Nebraska (probably) ends a forgettable season

“In the final analysis, I had to evaluate where Iowa was.”

– Nebraska Athletic Director Shawn Eichorst in 2014 before deciding to make the coaching change that ended up with Bo Pelini out and Mike Riley in.

As humans, we all “burn the tape” in our lives. You’ll hear coaches mention it when a game is so abhorrent, nothing can be gleaned from watching it other than liver failure via whiskey intake.

People who are non-coaches burn their own kind of tape, too. Everyone has days in their lives at work where it’s just pure misery, and you dig a hole and bury it in mentally, never to be brought back up. People do it in relationships, too. One gender is always better at not bringing up dirty laundry than the other, so they say.

For the Nebraska Cornhuskers, the entire 2015 may as well be taken out back to the bonfire and turned to ashes.

Because college football’s bowl season is MTV’s “My Super Sweet 16,” 5-7 Nebraska technically has a chance to play again, but it’s not likely.

The end result looks as ugly as the record, which included Nebraska’s first losing season at home in nearly 50 years.

The Blackshirts were 81st in total defense; they end up 74th in the country in scoring defense, giving up an average of just under 28 points per game.

Tommy Armstrong, Jr. never found any consistency and was ill fit for Riley’s offense the way you thought, “there has to be someone else that can do this better,” and then it never happened.

More damning, the Huskers never really showed either improvement or worsening over the course of the season. It was as flaccid in September as it is today. Nebraska has talent on the roster, as evidenced by the past few years, and the natural “changing of systems” was going to cause some guys to look like they’ve regressed, but good coaching is taking what’s on the roster and tailoring your system to it rather than trying to tailor the players to the system.

Danny Langsdorf, offensive coordinator, inherited a talented offense with skill, but skill more befitting of a team that wanted to run to pass rather than pass to run. Armstrong is just simply not fundamentally sound enough to be accurate, and not accurate enough to be good in this Nebraska offense.

On the other side of the ball, it’s hard to imagine Riley parting ways with any of his defensive staff after one year, but many a Husker fan would probably hope he eschews that logic.

You flat out cannot give up 28 points per game at Nebraska.

Contrast that to 2014, when they gave up over 28 points in regulation twice all year in the regular season.

Your bottom line at programs like Nebraska is, you need to get to bowl games at least because they’re just not that hard to get to anymore. All it takes is winning half of your games, and Nebraska was easily competing in the weaker Big Ten division. They missed Michigan and Ohio State plus got Michigan State at home (and defeated them, the lone large highlight of the season).

This season has been a nightmare in Lincoln, so you torch it. With guys like Riley who overachieve at schools that aren’t traditional powers as he did at Oregon State, it’s always a wonder what they’d do if they got the keys to someone’s castle. It’s the pretty girl who still looks good shopping at WalMart, and you just wonder what she’d look like if you sent her to Macy’s with a no-limit credit card and told her to go nuts.

Early returns in this case is that she just bought a bunch of socks.

If you’re glass half-full, Iowa was 7-6 last season, the same Iowa Eichorst was talking about in the aforementioned quote. They finish the regular season unbeaten only one year later.

The Huskers should be so lucky, and if they are, a lot of bad got a lot of good quick, fast, and in a hurry. Either way, pour some 151 on the tape and toss it in the sticks. The off season is cold and long, and the least you can do is make S’mores while watching it burn away into memory.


Scan the records and identify every line in which the string "login" occurs, then return those lines.

***** DATA FOR PROCESSING *****

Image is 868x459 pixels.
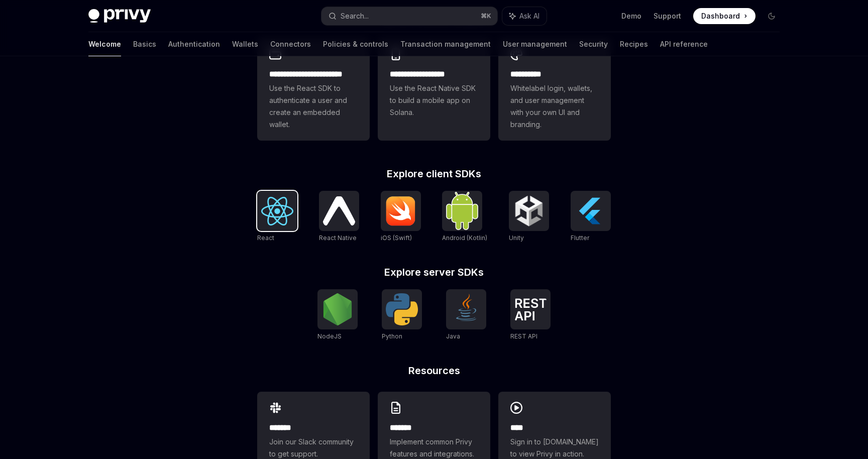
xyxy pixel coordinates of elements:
[270,32,311,56] a: Connectors
[620,32,648,56] a: Recipes
[269,82,358,131] span: Use the React SDK to authenticate a user and create an embedded wallet.
[317,289,358,342] a: NodeJSNodeJS
[764,8,780,24] button: Toggle dark mode
[510,289,551,342] a: REST APIREST API
[321,293,354,326] img: NodeJS
[442,191,487,243] a: Android (Kotlin)Android (Kotlin)
[514,298,547,320] img: REST API
[450,293,482,326] img: Java
[381,234,412,241] span: iOS (Swift)
[446,332,460,340] span: Java
[510,82,599,131] span: Whitelabel login, wallets, and user management with your own UI and branding.
[321,7,497,25] button: Search...⌘K
[381,191,421,243] a: iOS (Swift)iOS (Swift)
[510,332,538,340] span: REST API
[509,191,549,243] a: UnityUnity
[257,234,274,241] span: React
[261,197,293,226] img: React
[400,32,491,56] a: Transaction management
[520,11,540,21] span: Ask AI
[257,267,611,277] h2: Explore server SDKs
[386,293,418,326] img: Python
[378,38,490,141] a: **** **** **** ***Use the React Native SDK to build a mobile app on Solana.
[701,11,740,21] span: Dashboard
[319,234,356,241] span: React Native
[498,38,611,141] a: **** *****Whitelabel login, wallets, and user management with your own UI and branding.
[503,32,567,56] a: User management
[382,332,402,340] span: Python
[693,8,756,24] a: Dashboard
[513,195,545,227] img: Unity
[133,32,156,56] a: Basics
[621,11,642,21] a: Demo
[88,32,121,56] a: Welcome
[317,332,342,340] span: NodeJS
[382,289,422,342] a: PythonPython
[654,11,681,21] a: Support
[579,32,608,56] a: Security
[502,7,547,25] button: Ask AI
[323,32,388,56] a: Policies & controls
[88,9,151,23] img: dark logo
[660,32,708,56] a: API reference
[232,32,258,56] a: Wallets
[480,12,491,20] span: ⌘ K
[390,82,478,119] span: Use the React Native SDK to build a mobile app on Solana.
[257,168,611,178] h2: Explore client SDKs
[509,234,524,241] span: Unity
[257,365,611,375] h2: Resources
[446,289,486,342] a: JavaJava
[257,191,297,243] a: ReactReact
[323,196,355,225] img: React Native
[385,196,417,226] img: iOS (Swift)
[571,191,611,243] a: FlutterFlutter
[340,10,369,22] div: Search...
[319,191,359,243] a: React NativeReact Native
[442,234,487,241] span: Android (Kotlin)
[446,192,478,230] img: Android (Kotlin)
[571,234,589,241] span: Flutter
[575,195,607,227] img: Flutter
[169,32,220,56] a: Authentication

*****

WRITTEN RESPONSE:
[510,82,599,131] span: Whitelabel login, wallets, and user management with your own UI and branding.
[498,38,611,141] a: **** *****Whitelabel login, wallets, and user management with your own UI and branding.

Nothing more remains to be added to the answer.